See You On The Flip Side

I’ve been waiting for this moment most of my life. This corridor however, seems to be going on forever and a day, the door at the end remaining small and distant no matter how many steps I take.


The butterflies are starting to leap now. What if they say no? What if they hate me? What if they say I’m not good enough? What if and what if, what if and what if…?


I’m thirsty. Sweat is beading on my upper lip, but there is no respite; the sun blaring it’s way through the huge panes of glass is relentless, unforgiving.

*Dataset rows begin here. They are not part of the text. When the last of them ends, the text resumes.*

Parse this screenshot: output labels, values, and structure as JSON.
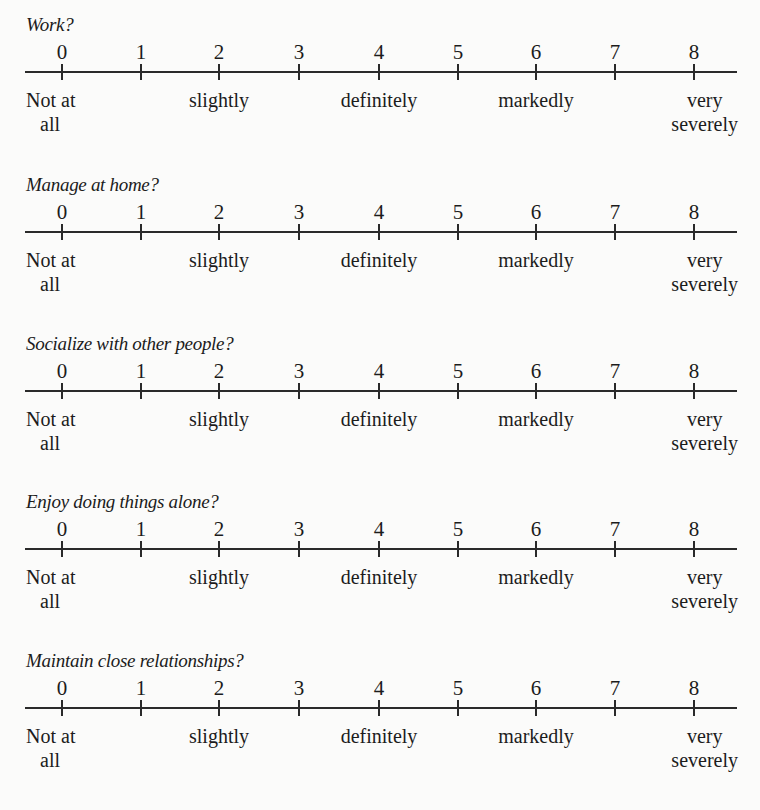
{
  "scale_points": [
    "0",
    "1",
    "2",
    "3",
    "4",
    "5",
    "6",
    "7",
    "8"
  ],
  "anchors": {
    "a0": {
      "line1": "Not at",
      "line2": "all"
    },
    "a2": {
      "line1": "slightly"
    },
    "a4": {
      "line1": "definitely"
    },
    "a6": {
      "line1": "markedly"
    },
    "a8": {
      "line1": "very",
      "line2": "severely"
    }
  },
  "questions": [
    {
      "label": "Work?"
    },
    {
      "label": "Manage at home?"
    },
    {
      "label": "Socialize with other people?"
    },
    {
      "label": "Enjoy doing things alone?"
    },
    {
      "label": "Maintain close relationships?"
    }
  ]
}
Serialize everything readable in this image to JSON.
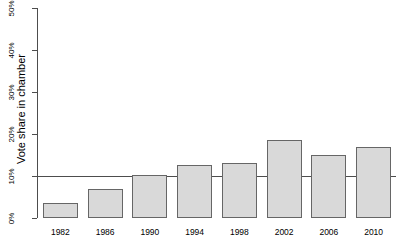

My feet are dull and heavy but my mind is somewhat alert; “the Lord is my Rock, my fortress, my place of safety. He is my God, the Rock I run to for my protection….”


I’m startled. Where did that scripture come from? I think I recognise it but I’m feeling confused. What has this got to do with where I am right now?


In moments I suddenly feel a peace engulfing me and so also the door is near at last.


I knock. I knock and I knock again. Suddenly out of the corner of my left eye I see a familiar face; she too in a corridor of her own, my mother. But she’s looking through me, all sad. I call her out but she doesn’t hear. And then she disappears seemingly through her own door.


“But as for the cowardly, the faithless, the detestable, as for murderers, the sexually immoral, sorcerers, idolaters, and all liars, their portion will be in the lake that burns with fire and sulphur…”


More scripture! Repeating itself loudly in my ears, deafening and raging through my mind like a blood-thirsty bull.


“To those on my left, ‘Depart from me, you cursed, into the eternal fire prepared for the devil and his angels’.”


And now I remember why I am here.


My mother, I came to the conclusion (one week past my twentieth birthday), was a particularly pathetic excuse of a woman. Formerly Grace-Ann Shylock, one of eight, the shyest and the youngest of the brood and not much loved by her folk either.


My mother, it seemed, held onto these ever-forgiving almost pushover, people-pleasing traits. As if kindness could win over the darkest of souls. It didn’t always of course.


Grace-Ann met my dad, Davey, when she was sixteen at the local youth club. They’d only been courting six months apparently when she fell pregnant. Tossed out of her home the two of them went to live with his grandparents. My dad being only eighteen at the time felt he’d been robbed of his youth. My mother however, felt she had no choice: her path was set.


My grandparents soon passed when I was barely a year and when I was eleven my dad left for work one morning and decided not to come home. I don’t ever recall having an amazing relationship with my father and although it was my mother who tended to my every whim I somehow resented her.


Long, lonely months after his leaving I’d hear my mother weeping alone in her bed. I offered her no comfort, just longed for my father’s return instead.


Needless to say I never saw Davey again. I used to get the odd birthday card with his address on the back of the envelope but even they stopped.


Some nights when my mother thought I was severely depressed she’d come read her bible ever so softly over my head. I guess she was hoping for a change in her cold-hearted boy all grown up at eighteen, a man now. But I cursed every word!


It’s funny how time changes a heartless soul. I was thirty three and two months when I buried my mother; leukaemia had taken its toll and I never had the feeling or luxury to bask in her forgiveness. Yet alone ask for it.


In her last few hours my mother finally admitted the pain and torment of being forced against her will. They’d never even courted. But with me she’d found her one true love. And not once did she love me any less. With her finally gone my heart ached, and over time I was to get more bitter and angry.


So here I am at the end of the wrong corridor. Perhaps I should’ve forgiven my dad as I blew his brains out whilst he slept.


The door, at the end of my corridor, suddenly opens and now I see more clearly.


“Son,” Davey said waving me on over, “some of us are just born wrong and now we have to pay the price.”


I’ll never feel sorry for my choice and as my father and I walk farther into the creepy blackness I long for my mother’s scriptures, whispered softly over my head.